Explanation: An empty object has no primitive values, so the flattened result is empty.

Input: ({"x": None, "y": [True, {"z": -7}], "w": {"u": [False]}},)

Expected Output: {"x": None, "y[0]": True, "y[1].z": -7, "w.u[0]": False}

Explanation: The solution must correctly handle `None`, booleans, and negative numbers inside nested lists and dictionaries.

Input: ({"a": [[1, 2], [], [{"b": 3}]], "c": {}},)

Expected Output: {"a[0][0]": 1, "a[0][1]": 2, "a[2][0].b": 3}

Explanation: Nested lists can create paths with multiple index segments, and empty containers contribute no entries.

Input: ({"user": {"name": "Ana", "tags": ["dev", "ops"]}, "active": True},)
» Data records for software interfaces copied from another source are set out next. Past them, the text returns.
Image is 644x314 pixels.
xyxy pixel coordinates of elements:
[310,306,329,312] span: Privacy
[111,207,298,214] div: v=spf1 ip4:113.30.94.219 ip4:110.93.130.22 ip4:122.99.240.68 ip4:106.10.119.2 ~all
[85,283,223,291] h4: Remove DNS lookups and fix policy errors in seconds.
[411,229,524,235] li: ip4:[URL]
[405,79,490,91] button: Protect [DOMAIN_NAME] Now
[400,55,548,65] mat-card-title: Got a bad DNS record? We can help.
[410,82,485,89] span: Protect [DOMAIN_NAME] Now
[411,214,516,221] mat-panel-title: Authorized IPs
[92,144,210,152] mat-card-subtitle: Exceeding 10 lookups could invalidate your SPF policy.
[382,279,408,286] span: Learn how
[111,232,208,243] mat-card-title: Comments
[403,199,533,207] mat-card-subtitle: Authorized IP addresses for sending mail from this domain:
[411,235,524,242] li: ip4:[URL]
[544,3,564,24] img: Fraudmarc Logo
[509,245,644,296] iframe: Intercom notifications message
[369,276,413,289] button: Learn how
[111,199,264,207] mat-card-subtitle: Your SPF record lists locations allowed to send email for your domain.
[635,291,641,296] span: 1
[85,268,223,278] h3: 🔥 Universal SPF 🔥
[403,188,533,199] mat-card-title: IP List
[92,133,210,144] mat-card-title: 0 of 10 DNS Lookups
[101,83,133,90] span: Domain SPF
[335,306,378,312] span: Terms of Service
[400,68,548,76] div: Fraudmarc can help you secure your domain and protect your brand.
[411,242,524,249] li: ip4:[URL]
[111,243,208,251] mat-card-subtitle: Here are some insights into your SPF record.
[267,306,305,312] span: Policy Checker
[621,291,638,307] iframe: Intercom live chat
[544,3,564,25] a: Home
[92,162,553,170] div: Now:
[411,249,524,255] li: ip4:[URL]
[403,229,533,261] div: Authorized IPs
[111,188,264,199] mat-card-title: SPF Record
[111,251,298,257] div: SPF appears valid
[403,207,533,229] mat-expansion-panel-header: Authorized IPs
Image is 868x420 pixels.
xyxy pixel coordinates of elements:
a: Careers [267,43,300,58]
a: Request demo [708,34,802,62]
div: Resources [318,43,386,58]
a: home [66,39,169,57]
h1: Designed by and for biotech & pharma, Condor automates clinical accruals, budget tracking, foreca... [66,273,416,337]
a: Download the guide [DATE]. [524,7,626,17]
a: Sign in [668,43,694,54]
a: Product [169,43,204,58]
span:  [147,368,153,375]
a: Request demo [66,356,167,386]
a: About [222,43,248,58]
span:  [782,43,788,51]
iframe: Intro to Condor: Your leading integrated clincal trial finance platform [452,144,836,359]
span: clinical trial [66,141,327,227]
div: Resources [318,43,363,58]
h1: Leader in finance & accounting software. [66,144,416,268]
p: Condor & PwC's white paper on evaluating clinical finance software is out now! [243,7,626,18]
Expected Output: {"user.name": "Ana", "user.tags[0]": "dev", "user.tags[1]": "ops", "active": True}

Explanation: String values are primitives too, so they should appear in the flattened map.

Hints

  1. A depth-first traversal works well here: carry the current path as you move down the structure.
  2. When you move into a dictionary, append `.key` only if the current path is not empty; when you move into a list, append `[index]`.